The Grand Jury Prize was awarded to Chienn Hsiang 's Taiwan drama Exit for the power and dignity with which the filmmaker depicts an ageing woman's loneliness.

YANG Yishu 's One Summer (China) was recognised for the originality with which it sheds light on the paradoxes of society. It shared the Jury Special Prize with the well-crafted Iranian film Melbourne directed by debutant Nima Javidi. It is a gripping story of a young Iranian couple, Amir and Sara, who plan to leave their homeland in search of a new life in the Australian coastal city of Melbourne. However, a tragic event puts their plan at risk. Melbourne also won the INALCO (THE French National Institute for Oriental Languages and Civilisations) Prize for its powerful script and excellent acting and the universality of its theme.

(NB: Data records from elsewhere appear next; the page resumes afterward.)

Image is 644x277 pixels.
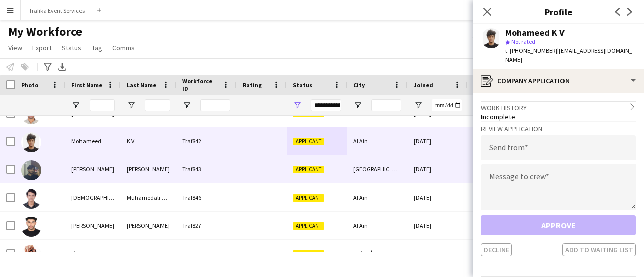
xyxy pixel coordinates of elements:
div: [DEMOGRAPHIC_DATA][PERSON_NAME] [65,184,121,211]
input: Joined Filter Input [432,99,462,111]
div: [DATE] [407,155,468,183]
input: Last Name Filter Input [145,99,170,111]
div: K V [121,127,176,155]
div: [DATE] [407,127,468,155]
button: Open Filter Menu [353,101,362,110]
span: Applicant [293,250,324,258]
input: Workforce ID Filter Input [200,99,230,111]
div: [DATE] [407,212,468,239]
img: Mohammed Zahid Muhamedali Kolathil Valappil [21,189,41,208]
span: Comms [112,43,135,52]
div: [PERSON_NAME] [65,155,121,183]
div: Al Ain [347,212,407,239]
span: Export [32,43,52,52]
button: Trafika Event Services [21,1,93,20]
img: Mohammad Nihal [21,160,41,180]
div: [GEOGRAPHIC_DATA] [347,155,407,183]
button: Open Filter Menu [293,101,302,110]
span: Applicant [293,194,324,202]
app-action-btn: Advanced filters [42,61,54,73]
button: Open Filter Menu [414,101,422,110]
div: [PERSON_NAME] [65,212,121,239]
div: Company application [473,69,644,93]
div: Traf846 [176,184,237,211]
span: Applicant [293,222,324,230]
span: | [EMAIL_ADDRESS][DOMAIN_NAME] [505,47,632,63]
span: Applicant [293,166,324,173]
input: First Name Filter Input [90,99,114,111]
app-action-btn: Export XLSX [56,61,69,73]
div: Mohameed K V [505,28,564,37]
a: View [4,41,26,54]
span: View [8,43,22,52]
div: [PERSON_NAME] [121,212,176,239]
span: My Workforce [8,24,82,39]
span: Rating [243,82,262,89]
span: t. [PHONE_NUMBER] [505,47,558,54]
a: Status [58,41,86,54]
img: مقبل محمد سليم بن جوفان بن جوفان [21,245,41,265]
div: Traf827 [176,212,237,239]
div: Work history [481,101,636,112]
div: [PERSON_NAME] [121,155,176,183]
button: Open Filter Menu [127,101,136,110]
a: Comms [108,41,139,54]
span: Status [62,43,82,52]
span: Not rated [511,38,535,45]
div: Traf843 [176,155,237,183]
img: Tahseen Ahmed Tahseen [21,217,41,236]
div: Muhamedali Kolathil [PERSON_NAME] [121,184,176,211]
span: Status [293,82,313,89]
button: Open Filter Menu [71,101,80,110]
div: مقبل [PERSON_NAME] [65,240,121,267]
div: Incomplete [481,112,636,121]
span: First Name [71,82,102,89]
a: Export [28,41,56,54]
div: Traf842 [176,127,237,155]
div: أبو ظبي [347,240,407,267]
span: Tag [92,43,102,52]
span: Joined [414,82,433,89]
button: Open Filter Menu [182,101,191,110]
div: Traf821 [176,240,237,267]
input: City Filter Input [371,99,401,111]
h3: Profile [473,5,644,18]
div: [DATE] [407,240,468,267]
div: Mohameed [65,127,121,155]
span: Photo [21,82,38,89]
span: Applicant [293,138,324,145]
span: City [353,82,365,89]
img: Mohameed K V [21,132,41,152]
div: [DATE] [407,184,468,211]
h3: Review Application [481,124,636,133]
a: Tag [88,41,106,54]
div: Al Ain [347,184,407,211]
span: Workforce ID [182,78,218,93]
div: Al Ain [347,127,407,155]
div: [PERSON_NAME] [121,240,176,267]
span: Last Name [127,82,156,89]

The NETPAC Jury gave its award to two films: The Monk (Mayanmar) directed by The Maw Naing. This sensitive coming-of-age tale revolves around a young monk, Zawana, who has spent most of his life in a monastery in the Burmese countryside. When his superior falls ill, Zawana is faced with the dilemma of deciding if the life of a monk is still his destiny. The jury chose it as one of its winners for its eloquence and even for its silence. It engaged the audience as participants (rather than mere witnesses)and aptly portrayed the dilemma of its protagonist, not just as a monk but as an individual. The NETPAC Prize was shared with the Taiwanese film Exit directed by Chienn Hsiang in which actress Chen Shiang-chyi gives a sensitive portrayal of a forty-something woman in who has just lost her job. Her daughter and husband are far away from home and she feels quite lonely. She must take care of her mother-in-law who is hospitalized. A young man is lying in the bed next to the old woman’s. He is seriously injured and in a coma and is apparently, just like Ling, all by himself. A bond slowly develops between the two even as he lies in coma in this story that has humanity at its heart.

The Emile Guimet prize offered by the jury of National Museum of Asiatic Arts headed by Hubert Laot, was won by Tales of the Wind (Kirghizstan- Netherlands) directed Marjoleine Boonstra for the originality of its script, its wonderfully filmed landscapes , poetry , humour , all in the service of an existential and humanist message.

One of the most important sections presented at Vesoul this year was the first Lao Cinema retrospective with three recent films and two classics from the 1980s, including The Sound of Gunfire in the Plain of Jars, which had never been shown since its ban way back in 1983. An interesting documentary film that featured in the festival’s section of films from Asian francophone countries was Don’t Think I’ve Forgotten: Cambodia’s Lost Rock And Roll. The film tracks the twists and turns of Cambodian music as it morphs into rock and roll, blossoms, and is nearly destroyed along with the rest of the country. This documentary film provides a new perspective on a country usually associated with war and genocide, and through the history of its music, it gives an excellent account of the nation’s history as well.

 

by Raman Chawla

Interview

Supriya Suri's Interview with Muhiddin Muzaffar

Director Muhiddin Muzaffar (1) 2 Min

1. I entered the cinema through the theatre. I was an actor in our local theatre called Kanibadam, named after Tuhfa Fozilova. After working for five years, I decided to do a theatre director course. I graduated with honors and became a director. We successfully staged performances at international festivals.